Savvy shopping

Plastic Bags - The Environmental ScourgeThis is where it all starts to go wrong – I’ve been so wrapped up with work and avoiding doing my paperwork that I haven’t had a chance to actually get out to the shops. I had one evening of shock and awe in Oxford Street, but it was so early that I was quite happy to just wander about and gawp at the lights. Any shopping I have done, apart from the odd foray into the pound shop, has been online and reasonably focussed.

Today was meant to be the same – a spot of shopping online followed by a quick dash to Argos to collect something for my Canadian niece and nephew. So far so good – but they were out of stock at my nearest Argos so I had to go off piste to untravelled hunting grounds farther afield. Argos was only a five-minute walk from the bus stop so I should have been in and out and home within the hour. Except that that five-minute walk took me past not only M&S but three charity shops and an independent department store. I hadn’t been in M&S for five minutes when I had to stop myself from just ladling things into my basket – it was all so folksy and gorgeous, I wanted it all. But I’m a sucker for festive frills – at this time of year you could tie a slice of candied orange and a cinnamon stick on to a an old welly boot and I’d buy it.

Then I got a grip. I found myself eyeball to eyeball with a felt reindeer and realised that someone earning far more than I am is at work inventing new ways to part us from our money. And I mean literally inventing things. What, for example, is a present topper and who’d ever heard of one before this Christmas? Can I live without spending £3 on an individually packed length of red and white string and a giant red button designed to make my presents look as if they were wrapped by Ma Walton in a particularly lean year? Yes I can.  So I ran for the door and took refuge in the charity shop next door.

Big mistake. Huge. I went through the British Heart Foundation, Shelter and the Oxfam shops like Julia Roberts taking Richard Gere’s credit card for a walk down Rodeo Drive. Look away now if you’re related to me because, ahem, most of your presents may be “gently worn”. By the time I got to Argos I was barely able to carry the toys I’d specifically gone out for. I was carrying so much that an old lady actually tutted me on the bus because my Oxfam carrier bags were getting in her way and slowing her down. “It may be conspicuous consumption,” as I wish I’d told her, “But at least it’s charitable conspicuous consumption.

Amanda’s Advent Spending Calendar

Christmas puddings:

£39.98 in Argos on toys for my nephew and niece in Canada, which I now discover had to have been posted yesterday. Terrific.

Christmas stars:

A whopping £55 in Shelter, Oxfam and the British Heart Foundation shops on Christmas cards, brand new books, untouched toys and candles still in their original cellophane and gift boxes. Spending money there gave me almost as warm a glow as I’ll get from lighting up my 99p tuberose-scented Diptyque candle (£20 in John Lewis – call me shallow, but yes, I Googled it).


* [Exercise details]
For each line below that contains the word "values", return that line.

(Records supplied Opens)

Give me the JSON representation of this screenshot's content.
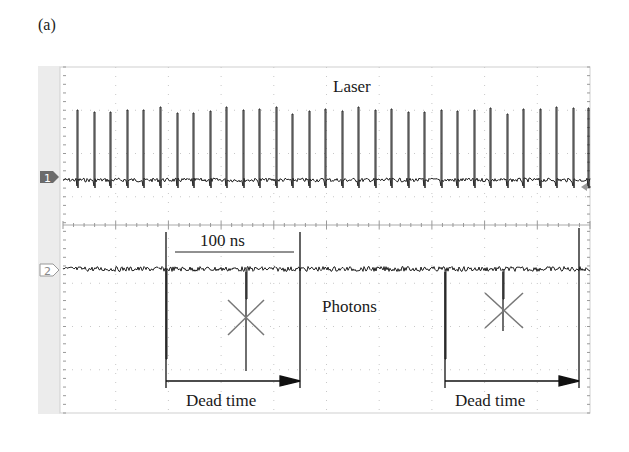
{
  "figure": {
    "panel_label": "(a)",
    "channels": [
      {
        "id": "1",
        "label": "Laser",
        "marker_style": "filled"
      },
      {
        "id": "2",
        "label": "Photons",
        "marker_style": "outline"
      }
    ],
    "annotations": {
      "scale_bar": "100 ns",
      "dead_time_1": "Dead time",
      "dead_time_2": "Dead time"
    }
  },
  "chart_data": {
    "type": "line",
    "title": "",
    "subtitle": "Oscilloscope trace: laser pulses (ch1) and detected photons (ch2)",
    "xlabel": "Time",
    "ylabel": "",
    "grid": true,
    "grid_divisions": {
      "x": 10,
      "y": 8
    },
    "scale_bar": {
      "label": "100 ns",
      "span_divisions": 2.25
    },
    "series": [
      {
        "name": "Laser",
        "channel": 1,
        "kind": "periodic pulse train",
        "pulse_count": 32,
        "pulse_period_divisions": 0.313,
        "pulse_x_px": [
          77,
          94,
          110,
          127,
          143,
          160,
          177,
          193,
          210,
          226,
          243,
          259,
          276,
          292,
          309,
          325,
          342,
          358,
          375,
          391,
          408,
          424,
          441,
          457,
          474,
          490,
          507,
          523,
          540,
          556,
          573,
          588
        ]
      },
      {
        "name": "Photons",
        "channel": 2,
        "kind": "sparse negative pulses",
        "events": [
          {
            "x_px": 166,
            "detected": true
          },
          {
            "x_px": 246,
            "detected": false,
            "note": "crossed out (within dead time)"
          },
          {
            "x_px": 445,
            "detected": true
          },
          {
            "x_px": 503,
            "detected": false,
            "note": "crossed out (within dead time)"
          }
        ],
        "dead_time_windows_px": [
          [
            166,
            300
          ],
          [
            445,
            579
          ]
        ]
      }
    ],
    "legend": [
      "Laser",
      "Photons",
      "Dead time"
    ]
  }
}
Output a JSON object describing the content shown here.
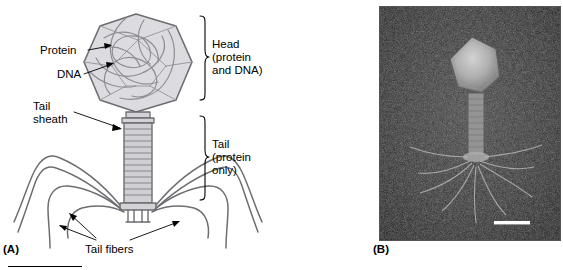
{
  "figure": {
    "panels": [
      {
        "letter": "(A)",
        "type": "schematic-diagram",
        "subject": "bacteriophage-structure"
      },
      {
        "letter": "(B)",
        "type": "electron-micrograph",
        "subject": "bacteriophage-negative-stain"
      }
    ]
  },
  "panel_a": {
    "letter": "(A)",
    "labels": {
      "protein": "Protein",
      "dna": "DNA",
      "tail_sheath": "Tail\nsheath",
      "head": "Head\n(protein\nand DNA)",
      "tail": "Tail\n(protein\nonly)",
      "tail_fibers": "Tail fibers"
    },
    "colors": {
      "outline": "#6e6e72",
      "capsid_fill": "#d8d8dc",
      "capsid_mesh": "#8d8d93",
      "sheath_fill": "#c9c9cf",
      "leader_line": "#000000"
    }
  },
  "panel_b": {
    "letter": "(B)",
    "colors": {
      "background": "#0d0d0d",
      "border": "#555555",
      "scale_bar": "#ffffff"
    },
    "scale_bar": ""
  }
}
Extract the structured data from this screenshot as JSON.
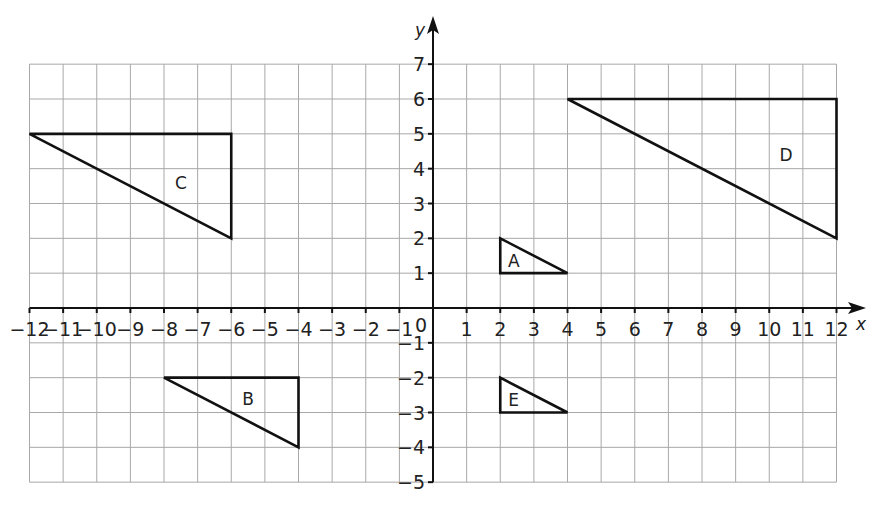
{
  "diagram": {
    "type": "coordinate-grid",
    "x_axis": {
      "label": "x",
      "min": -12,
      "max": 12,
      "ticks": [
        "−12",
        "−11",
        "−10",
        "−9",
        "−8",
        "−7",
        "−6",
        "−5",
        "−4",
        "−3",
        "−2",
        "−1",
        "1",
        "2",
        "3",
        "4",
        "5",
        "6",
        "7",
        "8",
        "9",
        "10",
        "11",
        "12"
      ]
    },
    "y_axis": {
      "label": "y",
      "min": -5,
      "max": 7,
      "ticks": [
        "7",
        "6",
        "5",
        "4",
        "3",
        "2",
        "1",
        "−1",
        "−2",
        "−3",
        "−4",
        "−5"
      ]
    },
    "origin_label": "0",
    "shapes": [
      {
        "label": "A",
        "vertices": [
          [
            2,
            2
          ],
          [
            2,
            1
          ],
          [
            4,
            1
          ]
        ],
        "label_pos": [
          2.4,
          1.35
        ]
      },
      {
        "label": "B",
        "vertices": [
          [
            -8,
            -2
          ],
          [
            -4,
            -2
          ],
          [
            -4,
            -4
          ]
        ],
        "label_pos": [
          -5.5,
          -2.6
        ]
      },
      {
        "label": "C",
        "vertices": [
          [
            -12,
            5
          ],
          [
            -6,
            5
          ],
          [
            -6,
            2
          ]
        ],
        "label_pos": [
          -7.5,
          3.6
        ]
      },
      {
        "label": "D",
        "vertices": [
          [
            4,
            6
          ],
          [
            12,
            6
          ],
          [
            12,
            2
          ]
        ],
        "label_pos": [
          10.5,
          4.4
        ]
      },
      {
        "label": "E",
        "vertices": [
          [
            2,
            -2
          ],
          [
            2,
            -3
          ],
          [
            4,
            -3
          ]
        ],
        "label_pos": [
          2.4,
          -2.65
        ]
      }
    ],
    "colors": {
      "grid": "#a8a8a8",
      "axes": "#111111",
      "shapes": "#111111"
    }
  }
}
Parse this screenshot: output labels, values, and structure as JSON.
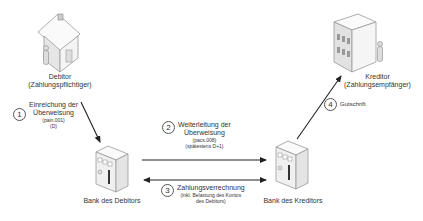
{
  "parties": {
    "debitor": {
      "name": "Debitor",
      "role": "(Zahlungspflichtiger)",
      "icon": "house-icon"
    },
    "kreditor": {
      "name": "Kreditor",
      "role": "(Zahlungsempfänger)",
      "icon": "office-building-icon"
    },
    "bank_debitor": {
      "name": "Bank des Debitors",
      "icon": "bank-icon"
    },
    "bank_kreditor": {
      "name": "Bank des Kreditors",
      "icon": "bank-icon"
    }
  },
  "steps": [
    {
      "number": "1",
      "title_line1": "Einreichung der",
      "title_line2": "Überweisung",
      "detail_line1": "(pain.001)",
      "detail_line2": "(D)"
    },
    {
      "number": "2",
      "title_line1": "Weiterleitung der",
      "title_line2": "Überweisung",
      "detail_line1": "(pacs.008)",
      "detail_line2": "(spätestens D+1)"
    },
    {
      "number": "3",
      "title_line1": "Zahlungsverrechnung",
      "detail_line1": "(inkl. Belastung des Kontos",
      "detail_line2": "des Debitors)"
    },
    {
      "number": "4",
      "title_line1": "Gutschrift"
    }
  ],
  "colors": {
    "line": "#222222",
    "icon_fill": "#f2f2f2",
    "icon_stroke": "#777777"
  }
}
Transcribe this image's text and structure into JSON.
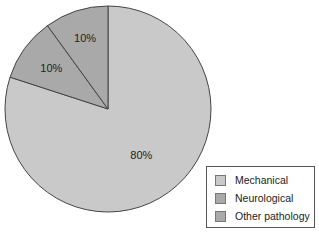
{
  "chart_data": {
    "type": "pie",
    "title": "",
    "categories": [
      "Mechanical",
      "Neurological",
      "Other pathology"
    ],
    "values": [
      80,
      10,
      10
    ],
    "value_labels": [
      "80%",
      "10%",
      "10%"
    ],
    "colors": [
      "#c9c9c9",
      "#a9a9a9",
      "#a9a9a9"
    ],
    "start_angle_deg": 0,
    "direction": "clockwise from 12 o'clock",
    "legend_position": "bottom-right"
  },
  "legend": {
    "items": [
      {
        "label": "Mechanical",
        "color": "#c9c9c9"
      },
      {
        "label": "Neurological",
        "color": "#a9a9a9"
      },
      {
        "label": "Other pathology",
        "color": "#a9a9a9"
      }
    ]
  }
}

(Records supplied Closes)

* [Answer section]
Parse this screenshot: output labels, values, and structure as JSON.
    "values": [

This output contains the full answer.